How to cure a child of interrupt-itisYour 6-year-old interrupts any conversation that doesn't include her. Let's assume she's getting ample attention and just can't fathom why you'd have a conversation without her.

"Usually kids aren't trying to be rude or disrespectful; they just want you," said Mary O'Donohue, author of "When You Say 'Thank You,' Mean It." "It helps to allow them to switch places and see how it feels."

She has hammered this particular lesson home with her daughter during one of the family's frequent manners-based drills.

"We try to turn respect from an abstract concept into something real ... that you can use in life -- so it's not just, 'Be respectful!' as they head out the door.

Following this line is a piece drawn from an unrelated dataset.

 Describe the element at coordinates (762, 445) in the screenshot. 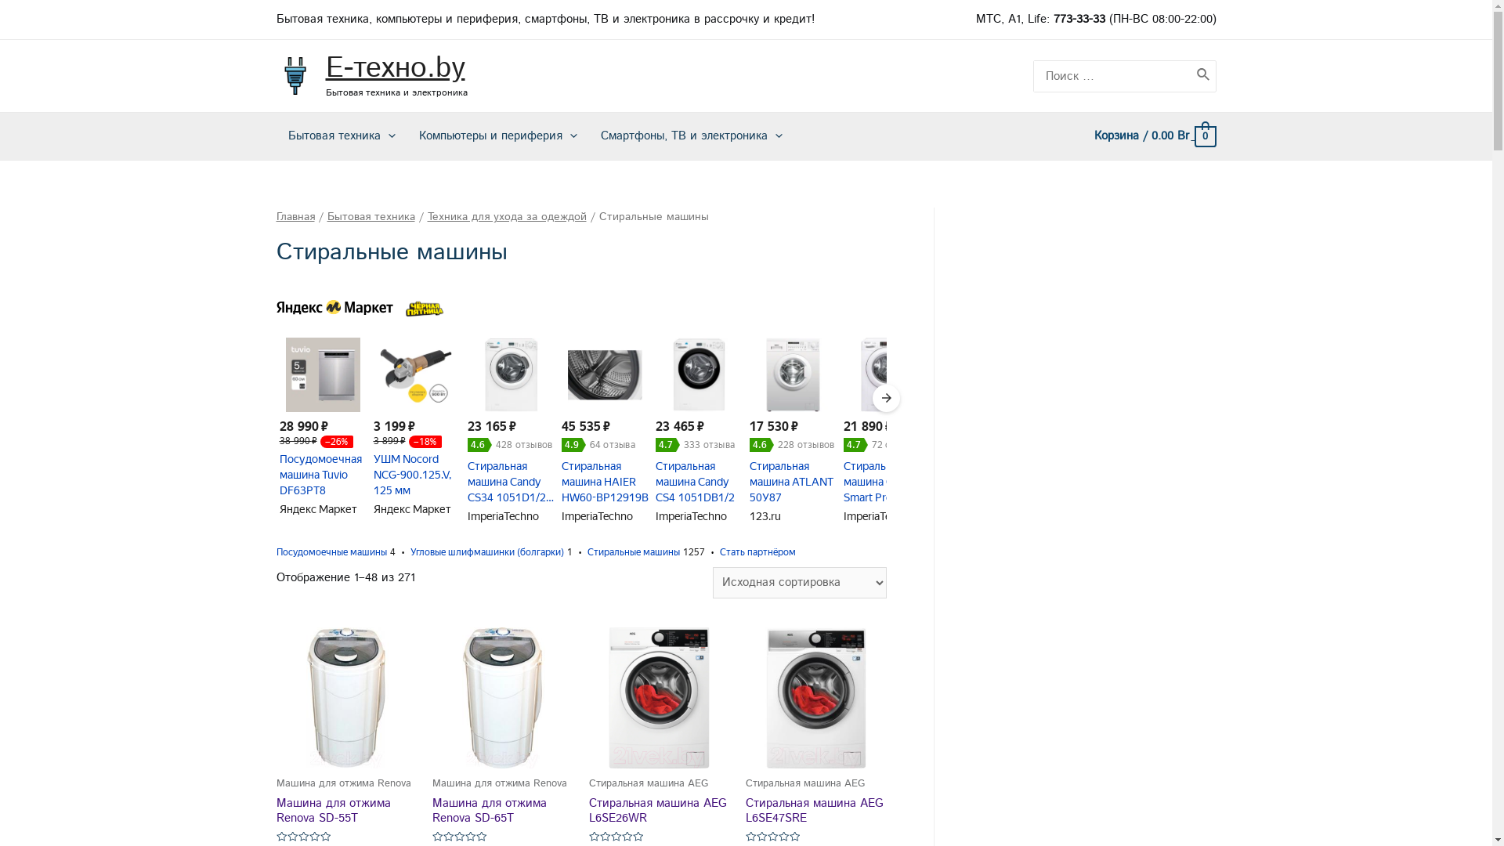

I see `4.6` at that location.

"I tell my daughter, 'Today, I'm going to show you what it's like when I'm not using respectful behavior,'" she said.

The drill goes something like this:

Mom: "How was your day at school?"

Daughter: "We had a test in science and -- "

Mom: "Oh! I went shopping today!"

Daughter: "OK, so I had this test ... "

Mom: "And I found this great new bag!"

"She knows we're doing this as an exercise," O'Donohue said. "But when I ask how it makes her feel, she says, 'It feels like I'm not important to you. It feels like you don't care what I have to say.'

"Then I ask her to tell me about her day, and I just listen and wait and save my comments for the end. And I tell her, 'The first one is what it feels like to be disrespected. The second one is what it feels like to be respected. Which one do you like better?"

Her child, of course, likes "respected."

"So does everybody else," O'Donohue said, laughing.